3 COVID-19/Market Datapoints To Watch
By admin_45 in Blog
We covered a lot of ground in our Markets section of our Full Report, but here are 3 data points that expand on that content:
#1: US Google search volumes for both “face mask” and “Lysol” now outnumber those for the entire Kardashian clan. We aren’t trying to poke fun about a serious issue; this comparison shows Americans are quite concerned about their personal health. That, to our thinking, is why large US companies/trade organizations are cancelling mass gatherings and discretionary business travel. People are worried.

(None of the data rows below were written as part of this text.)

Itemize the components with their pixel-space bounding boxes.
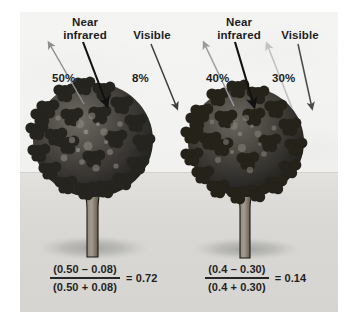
percent-visible-right: 30% — [272, 72, 295, 84]
arrow-visible-incoming-right — [298, 44, 312, 108]
label-near-infrared-right: Near infrared — [202, 16, 276, 41]
illustration-panel: Near infrared Visible 50% 8% Near infrar… — [20, 12, 338, 312]
formula-left-numerator: (0.50 – 0.08) — [50, 262, 120, 277]
formula-left-result: = 0.72 — [126, 272, 158, 284]
tree-highlights2-right — [230, 124, 262, 154]
horizon-line — [20, 172, 338, 173]
fraction-left: (0.50 – 0.08) (0.50 + 0.08) — [50, 262, 120, 294]
ndvi-diagram: Near infrared Visible 50% 8% Near infrar… — [0, 0, 357, 322]
formula-right-numerator: (0.4 – 0.30) — [205, 262, 268, 277]
formula-right: (0.4 – 0.30) (0.4 + 0.30) = 0.14 — [205, 262, 306, 294]
formula-right-result: = 0.14 — [275, 272, 307, 284]
arrow-visible-incoming-left — [151, 44, 177, 108]
label-visible-right: Visible — [272, 29, 328, 42]
label-near-infrared-left: Near infrared — [48, 16, 122, 41]
formula-left: (0.50 – 0.08) (0.50 + 0.08) = 0.72 — [50, 262, 157, 294]
arrow-nir-incoming-left — [83, 42, 107, 105]
fraction-right: (0.4 – 0.30) (0.4 + 0.30) — [205, 262, 269, 294]
label-visible-left: Visible — [124, 29, 180, 42]
formula-left-denominator: (0.50 + 0.08) — [50, 279, 120, 294]
percent-nir-right: 40% — [206, 72, 229, 84]
tree-highlights2-left — [76, 122, 108, 152]
formula-right-denominator: (0.4 + 0.30) — [205, 279, 269, 294]
percent-visible-left: 8% — [132, 72, 149, 84]
tree-highlights-right — [210, 115, 277, 173]
tree-highlights-left — [55, 113, 122, 172]
percent-nir-left: 50% — [52, 72, 75, 84]
arrow-nir-incoming-right — [235, 42, 254, 106]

#2: Investment grade corporate bond spreads have only just started to move and remain far below prior periods of economic stress, even excluding the Financial Crisis. At 121 basis points over Treasuries, they aren’t even back to 2019 highs (1.36%), let alone 5-year (219 bp) or 10-year highs (272 bp). Remember our caution about Q1 2020 corporate earnings, which are in flux, and also recall that high yield spreads are similarly out-of-sync with current equity market volatility.
Here is the 10-year history of investment grade spreads:

And here is the same data for high yield corporates:

#3: Finally, grab bag of data points from the last week…
… On US equity performance:
- Growth beat value across both US large and small caps. S&P 500 Growth, -10.4%. S&P 500 Value, -12.3%. Russell 2000 Growth, -11.3%. Russell 2000 Value, -12.4%.
- The Momentum factor beat the S&P 500, -10.6% versus -11.9%, and is still well ahead on the year (-3.7% vs. -8.6%).
- S&P Dividend Aristocrats (SDY) only matched the S&P 500’s performance, down 11.9%.
… And a few observations from ETF money flows courtesy of www.xtf.com:
- Outflows totaled $33.5 billion, all of which came out of just 7 funds: SPY (S&P 500, -$21.0 billion), HYG (high yield corporate bonds, -$3.9 billion), LQD (investment grade corporate bonds, -$2.0 billion), QQQ (NASDAQ 100, -$1.9 billion), JNK (high yield corporates, -$1.8 billion), EEM (emerging market equities, -$1.6 billion), and XLF (US large cap financials, -$1.4 billion).
- Inflows into sovereign debt ETFs totaled $3.4 billion, and gold funds received $334 million of fresh money (although a slowdown from the $462/week 2020 average).
- VIX-linked ETFs saw $930 million of outflows last week, headlined by redemptions in VXX (-$541 million) and UVXY (-$309 million). Whatever the VIX was doing last week, in other words, it was not the result of incremental buying by these products.